On March 4, 2009, a panel of three ICC judges issued an arrest warrant for Bashir at the prosecutor's request. The judges found that Bashir had "intentionally directed attacks against an important part of the civilian population of Darfur, Sudan, murdering, exterminating, raping, torturing and forcibly transferring large numbers of civilians and pillaging their property."

The warrant in this case was the first the court issued against a serving head of state, and controversy was inevitable. Sudan's government moved quickly to brand the ICC as anti-African and a threat to peace. It rejected the court's jurisdiction and mobilized regional support to portray the warrant as a risk to Sudanese stability and the fragile peace process between Khartoum and the largest rebel group. The ICC prosecutor insisted that his office had the evidence to convict Bashir on the charges.

Lost amid the controversy is the fact that since the 1990s, Africa has been at the forefront of global efforts to hold to account perpetrators of major human abuses. Africa championed the cause of accountability through the formation in 1994 of the International Criminal Tribunal for Rwanda -- a complement to Rwanda's own domestic prosecutions for perpetrators of genocide -- and African states rallied decisively in the late 1990s to help create the ICC.

It appears that Bashir's efforts to discredit the ICC have failed, at least for now. On June 8 and 9, 2009, representatives of the 30 African nations that are members of the ICC's founding treaty met in Addis Ababa, Ethiopia. Supporters of the ICC worried that the meeting would lead to calls for a mass withdrawal from the court by African countries. Instead, the member-states expressed support for the principles of international justice.

The future of the ICC case against Bashir is hard to predict, especially given that the court has no independent police force to execute arrests and relies instead on the law enforcement bodies of member states. Regardless, the indictment of Bashir sends a powerful signal that the era of impunity for gross human rights violations by heads of state -- in Africa and around the world -- is over.
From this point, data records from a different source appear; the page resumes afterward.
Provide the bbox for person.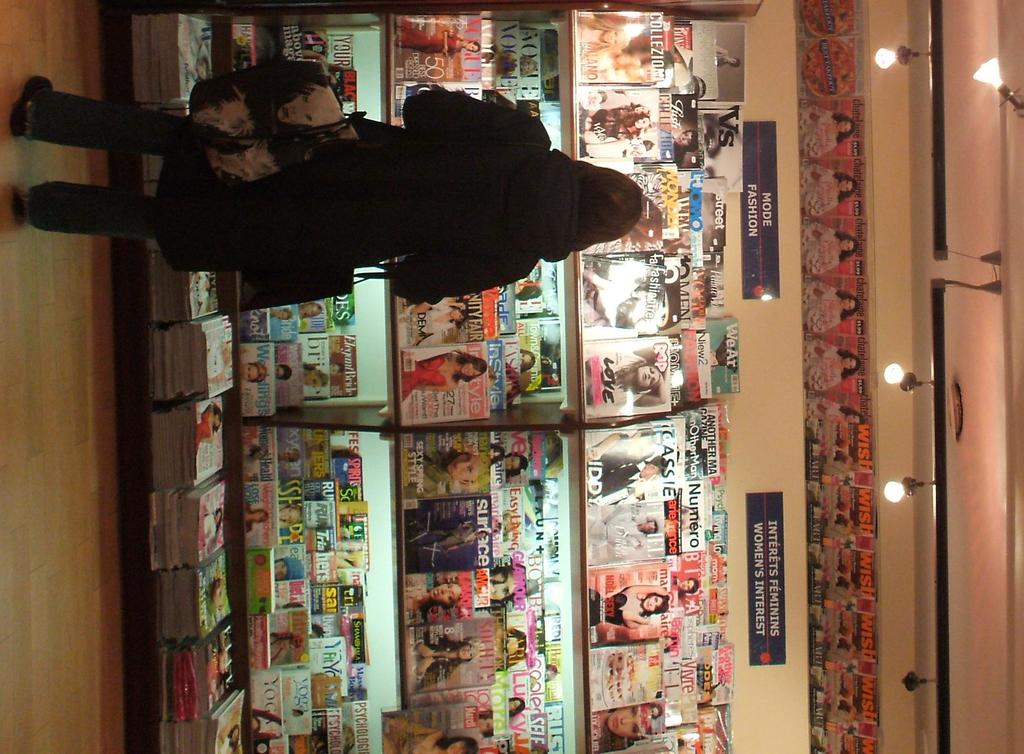
bbox=(404, 516, 485, 552).
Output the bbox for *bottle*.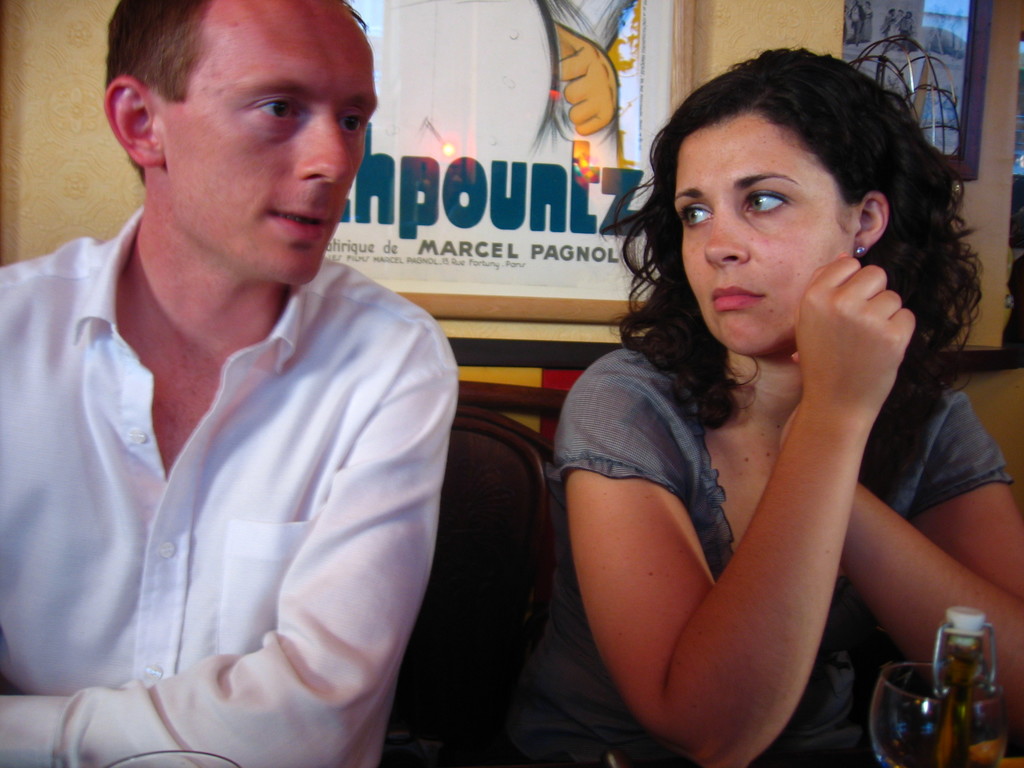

Suliman Baldo is a widely recognized expert on conflict resolution, emergency relief, development and human rights in Africa and on international advocacy related to these issues. He has worked extensively in the Democratic Republic of Congo, Ethiopia, Eritrea and Sudan and traveled widely throughout the rest of the African continent. In the 1980s and early 1990s, he worked as a lecturer at the University of Khartoum and as a field director for Oxfam America, covering Sudan and the Horn of Africa. Later, he was the founder and director of Al-Fanar Center for Development Services in Khartoum, Sudan. He also spent seven years at Human Rights Watch as a senior researcher in the organization's Africa division. Most recently, he worked as a senior analyst before becoming the director of the Africa program at the International Crisis Group. Baldo holds a Ph.D. in comparative literature (1982) and a master's degree in modern literature (1976), both from the University of Dijon in France. He also holds a bachelor's degree from the University of Khartoum in Sudan.